Redding 10 a world clearly existing on a pane different from our own (P. Wells 63). Children like this and it helps them understand what is going on, when the nuances of human facial expression is smoothed into only the most basic emotions and gestures required to move the story forward and help the audience understand the text (Appendix B). An overview of The Tempest s qualities that appeal to children shows it is a great text for young audiences and one that they will likely really respond to. The Tempest contains a strong personality at the center who experiences a coming-of-age or emotional progress. It is full of exciting and fun language that stimulates children s brains, along with many fantastic and spectacular elements to which children respond. The Tempest has all of this in common with Matilda, which is evidence that it could be widely successful as a text for children just like Matilda has been. In conclusion, The Tempest should be used as a child s first introduction to Shakespeare because it is the play that children are most likely to enjoy and connect with.

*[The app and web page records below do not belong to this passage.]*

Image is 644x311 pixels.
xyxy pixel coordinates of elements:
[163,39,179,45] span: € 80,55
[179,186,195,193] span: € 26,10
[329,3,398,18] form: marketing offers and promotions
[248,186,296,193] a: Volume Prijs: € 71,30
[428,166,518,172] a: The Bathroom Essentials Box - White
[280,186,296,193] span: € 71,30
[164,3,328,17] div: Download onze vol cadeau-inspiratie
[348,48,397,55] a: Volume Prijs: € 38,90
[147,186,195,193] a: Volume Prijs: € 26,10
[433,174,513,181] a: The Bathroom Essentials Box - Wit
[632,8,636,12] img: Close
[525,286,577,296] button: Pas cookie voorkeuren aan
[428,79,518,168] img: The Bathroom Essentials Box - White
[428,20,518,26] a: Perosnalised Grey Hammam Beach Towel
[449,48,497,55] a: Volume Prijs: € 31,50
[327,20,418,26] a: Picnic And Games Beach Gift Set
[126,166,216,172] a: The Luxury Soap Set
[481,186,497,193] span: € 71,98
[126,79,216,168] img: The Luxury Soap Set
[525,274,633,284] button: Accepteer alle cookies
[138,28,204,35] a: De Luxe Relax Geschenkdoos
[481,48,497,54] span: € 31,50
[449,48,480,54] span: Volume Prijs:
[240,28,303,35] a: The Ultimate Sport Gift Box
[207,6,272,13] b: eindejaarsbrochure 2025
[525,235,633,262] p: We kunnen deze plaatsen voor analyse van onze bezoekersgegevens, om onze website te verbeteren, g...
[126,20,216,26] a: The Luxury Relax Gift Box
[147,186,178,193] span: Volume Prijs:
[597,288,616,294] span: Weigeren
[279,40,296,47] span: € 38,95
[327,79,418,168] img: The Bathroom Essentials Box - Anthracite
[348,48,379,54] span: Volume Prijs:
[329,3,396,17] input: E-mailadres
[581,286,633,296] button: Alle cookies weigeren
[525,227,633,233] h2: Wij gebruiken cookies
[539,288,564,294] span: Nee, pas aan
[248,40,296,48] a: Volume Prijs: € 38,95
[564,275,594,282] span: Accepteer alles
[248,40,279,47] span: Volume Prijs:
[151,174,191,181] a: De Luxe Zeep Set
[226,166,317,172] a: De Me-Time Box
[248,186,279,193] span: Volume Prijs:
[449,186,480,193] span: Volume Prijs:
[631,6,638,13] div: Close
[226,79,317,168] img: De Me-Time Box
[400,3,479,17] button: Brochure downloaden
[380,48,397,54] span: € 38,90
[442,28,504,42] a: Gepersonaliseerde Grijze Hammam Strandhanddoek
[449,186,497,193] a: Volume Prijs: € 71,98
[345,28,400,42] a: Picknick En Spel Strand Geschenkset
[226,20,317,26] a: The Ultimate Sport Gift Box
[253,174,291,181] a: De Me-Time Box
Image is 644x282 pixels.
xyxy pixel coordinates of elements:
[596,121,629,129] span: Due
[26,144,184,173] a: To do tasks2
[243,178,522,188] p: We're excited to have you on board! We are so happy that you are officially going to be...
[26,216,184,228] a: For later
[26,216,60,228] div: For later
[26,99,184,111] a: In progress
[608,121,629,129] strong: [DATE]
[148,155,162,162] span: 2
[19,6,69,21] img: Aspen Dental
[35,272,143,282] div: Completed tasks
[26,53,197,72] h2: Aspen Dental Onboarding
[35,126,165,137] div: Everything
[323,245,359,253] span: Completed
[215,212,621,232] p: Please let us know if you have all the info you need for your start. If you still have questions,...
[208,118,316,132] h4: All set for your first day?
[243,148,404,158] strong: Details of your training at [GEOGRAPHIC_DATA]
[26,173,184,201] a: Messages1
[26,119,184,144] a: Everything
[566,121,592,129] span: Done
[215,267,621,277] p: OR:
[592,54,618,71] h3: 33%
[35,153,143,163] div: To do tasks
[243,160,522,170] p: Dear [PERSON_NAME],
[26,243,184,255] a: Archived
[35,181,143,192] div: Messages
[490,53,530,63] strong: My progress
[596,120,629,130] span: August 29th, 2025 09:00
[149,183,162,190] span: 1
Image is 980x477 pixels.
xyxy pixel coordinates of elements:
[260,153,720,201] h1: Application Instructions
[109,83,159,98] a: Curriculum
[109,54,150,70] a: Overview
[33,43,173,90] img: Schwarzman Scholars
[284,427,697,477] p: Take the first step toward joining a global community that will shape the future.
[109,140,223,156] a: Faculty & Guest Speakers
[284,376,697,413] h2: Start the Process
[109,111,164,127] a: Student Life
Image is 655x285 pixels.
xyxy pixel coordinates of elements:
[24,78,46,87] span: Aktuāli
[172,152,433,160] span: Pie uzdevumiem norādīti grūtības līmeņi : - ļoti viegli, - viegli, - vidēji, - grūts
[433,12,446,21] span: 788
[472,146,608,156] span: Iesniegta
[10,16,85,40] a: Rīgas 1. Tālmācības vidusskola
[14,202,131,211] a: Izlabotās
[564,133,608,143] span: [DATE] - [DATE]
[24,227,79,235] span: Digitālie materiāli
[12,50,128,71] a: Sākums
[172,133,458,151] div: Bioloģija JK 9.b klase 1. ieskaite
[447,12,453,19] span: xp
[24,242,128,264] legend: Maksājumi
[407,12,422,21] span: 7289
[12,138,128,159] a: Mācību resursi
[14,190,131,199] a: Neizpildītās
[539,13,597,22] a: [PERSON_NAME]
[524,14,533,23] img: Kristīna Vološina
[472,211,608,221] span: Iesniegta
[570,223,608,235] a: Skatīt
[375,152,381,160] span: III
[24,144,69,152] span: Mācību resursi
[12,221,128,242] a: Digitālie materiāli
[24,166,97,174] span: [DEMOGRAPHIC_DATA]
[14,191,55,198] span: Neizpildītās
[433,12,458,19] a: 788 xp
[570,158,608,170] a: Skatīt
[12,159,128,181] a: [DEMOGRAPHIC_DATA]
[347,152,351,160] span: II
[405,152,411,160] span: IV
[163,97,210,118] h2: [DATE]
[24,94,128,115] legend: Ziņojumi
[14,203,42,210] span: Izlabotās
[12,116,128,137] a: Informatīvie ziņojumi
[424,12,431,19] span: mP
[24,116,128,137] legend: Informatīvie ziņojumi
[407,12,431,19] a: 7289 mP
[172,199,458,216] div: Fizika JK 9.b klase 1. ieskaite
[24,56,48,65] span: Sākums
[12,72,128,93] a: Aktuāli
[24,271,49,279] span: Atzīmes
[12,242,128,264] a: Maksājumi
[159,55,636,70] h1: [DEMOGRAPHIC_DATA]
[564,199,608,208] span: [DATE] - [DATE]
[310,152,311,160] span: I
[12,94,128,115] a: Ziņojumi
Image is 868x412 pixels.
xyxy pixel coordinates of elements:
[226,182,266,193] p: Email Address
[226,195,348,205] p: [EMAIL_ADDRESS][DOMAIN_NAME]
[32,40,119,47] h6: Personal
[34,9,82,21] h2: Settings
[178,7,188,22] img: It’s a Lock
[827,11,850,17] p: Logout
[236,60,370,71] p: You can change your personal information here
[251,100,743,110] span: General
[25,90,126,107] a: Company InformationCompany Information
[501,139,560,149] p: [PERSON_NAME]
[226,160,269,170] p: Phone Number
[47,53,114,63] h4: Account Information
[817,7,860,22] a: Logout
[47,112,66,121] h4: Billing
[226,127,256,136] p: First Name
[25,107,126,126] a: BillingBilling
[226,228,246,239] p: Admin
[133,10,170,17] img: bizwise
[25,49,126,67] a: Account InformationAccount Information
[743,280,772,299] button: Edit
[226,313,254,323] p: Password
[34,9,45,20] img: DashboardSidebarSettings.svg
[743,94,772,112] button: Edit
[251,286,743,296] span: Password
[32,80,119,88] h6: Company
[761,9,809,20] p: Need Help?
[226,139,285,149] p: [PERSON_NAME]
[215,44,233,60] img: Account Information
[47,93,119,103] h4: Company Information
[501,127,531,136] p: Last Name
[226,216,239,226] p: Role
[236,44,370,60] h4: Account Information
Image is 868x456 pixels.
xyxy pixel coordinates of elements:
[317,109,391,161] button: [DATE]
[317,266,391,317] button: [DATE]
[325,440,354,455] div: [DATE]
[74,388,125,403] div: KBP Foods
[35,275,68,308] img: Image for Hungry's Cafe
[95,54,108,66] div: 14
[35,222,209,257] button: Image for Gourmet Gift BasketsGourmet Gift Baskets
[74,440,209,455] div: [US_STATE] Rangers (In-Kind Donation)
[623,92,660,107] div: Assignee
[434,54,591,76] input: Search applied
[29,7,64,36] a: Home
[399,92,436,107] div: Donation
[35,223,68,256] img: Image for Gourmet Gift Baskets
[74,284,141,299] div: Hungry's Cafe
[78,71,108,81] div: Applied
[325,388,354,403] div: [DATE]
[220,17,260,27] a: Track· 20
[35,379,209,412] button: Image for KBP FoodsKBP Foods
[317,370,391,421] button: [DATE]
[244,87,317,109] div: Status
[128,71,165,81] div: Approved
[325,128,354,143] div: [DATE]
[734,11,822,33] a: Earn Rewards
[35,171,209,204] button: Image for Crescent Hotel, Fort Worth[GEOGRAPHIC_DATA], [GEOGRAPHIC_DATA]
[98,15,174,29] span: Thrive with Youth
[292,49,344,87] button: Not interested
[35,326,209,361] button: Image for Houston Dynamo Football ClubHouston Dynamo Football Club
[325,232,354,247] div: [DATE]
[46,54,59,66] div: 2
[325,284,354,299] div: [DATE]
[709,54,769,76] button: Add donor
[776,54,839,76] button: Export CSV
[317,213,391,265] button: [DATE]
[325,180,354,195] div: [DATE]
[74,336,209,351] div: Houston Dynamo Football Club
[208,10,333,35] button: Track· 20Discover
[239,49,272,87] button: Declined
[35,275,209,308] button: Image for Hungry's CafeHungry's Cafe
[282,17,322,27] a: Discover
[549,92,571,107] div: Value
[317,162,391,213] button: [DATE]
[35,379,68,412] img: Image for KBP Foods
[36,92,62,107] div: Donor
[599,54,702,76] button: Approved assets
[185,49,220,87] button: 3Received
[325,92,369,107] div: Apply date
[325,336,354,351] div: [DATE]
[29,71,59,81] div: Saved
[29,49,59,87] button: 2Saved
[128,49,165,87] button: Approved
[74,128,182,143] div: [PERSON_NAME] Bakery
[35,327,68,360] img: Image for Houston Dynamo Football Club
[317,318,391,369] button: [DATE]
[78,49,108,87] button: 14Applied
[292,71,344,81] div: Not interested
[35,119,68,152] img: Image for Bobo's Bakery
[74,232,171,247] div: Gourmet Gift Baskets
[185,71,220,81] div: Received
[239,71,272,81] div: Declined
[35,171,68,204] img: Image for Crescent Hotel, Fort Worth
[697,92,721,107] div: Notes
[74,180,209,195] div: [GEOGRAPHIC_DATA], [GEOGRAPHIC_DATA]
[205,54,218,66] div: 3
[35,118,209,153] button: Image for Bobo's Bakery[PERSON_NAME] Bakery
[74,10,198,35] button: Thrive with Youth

Redding 11 Appendices Appendix A: Blake, Quentin. Amanda went sailing like a rocket. Roald Dahl. Matilda. Viking Penguin, 1988. Page 115.

Redding 12 Appendix B: [16:35] Hubert Humphrey. "[Shakespeare: The Animated Tales] The Tempest. YouTube, 5 January 2017. YouTube.com. Date Accessed 9 December 2017. https://www.youtube.com/watch?v=kazkipwgn_q

Redding 13 [11:27] Hubert Humphrey. "[Shakespeare: The Animated Tales] The Tempest. YouTube, 5 January 2017. YouTube.com. Date Accessed 9 December 2017. https://www.youtube.com/watch?v=kazkipwgn_q

Redding 14 Works Cited Baldick, Chris. "coming-of-age novel." The Oxford Dictionary of Literary Terms. : Oxford UP, 2015. Oxford Reference. 2015. Date Accessed 11 Dec. 2017 <http://www.oxfordreference.com.erl.lib.byu.edu/view/10.1093/acref/9780198715443.00 1.0001/acref-9780198715443-e-232>. Beauvais, C. "Child Giftedness as Class Weaponry: The Case of Roald Dahl s Matilda." Children's Literature Association Quarterly, vol. 40 no. 3, 2015, pp. 277-293. Project MUSE, doi:10.1353/chq.2015.0036. Carlson, Donald. Tis New to Thee : Power, Magic, and Early Science in Shakespeare s The Tempest. Ben Jonson Journal, vol. 22, no. 1, 2015, pp. 1-22. Children s Literature. By Crispybagel09. Quizlet. Date Accessed 4 December 2017. quizlet.com/3838596/childrens-literature-flash-cards. Dahl, Roald. Matilda. Viking Penguin, 1988. Print. Davidson, Clifford. Ariel and the Magic of Prospero in The Tempest. Susquehanna University Studies. vol. 10, 1978, pp. 229-237. Hubert Humphrey. "[Shakespeare: The Animated Tales] The Tempest. YouTube, 5 January 2017. YouTube.com. Date Accessed 9 December 2017. https://www.youtube.com/watch?v=kazkipwgn_q. Lewis, C.S. "On Three Ways of Writing For Children" On Stories, and Other Essays on Literature. Harcourt Brace, New York, Ed. Walter Hooper, 1982, pp. 31-43. op de Beeck, Nathalie. Suspended Animation: Children's Picture Books and the Fairy Tale of Modernity. Minnesota UP, 2010. Print.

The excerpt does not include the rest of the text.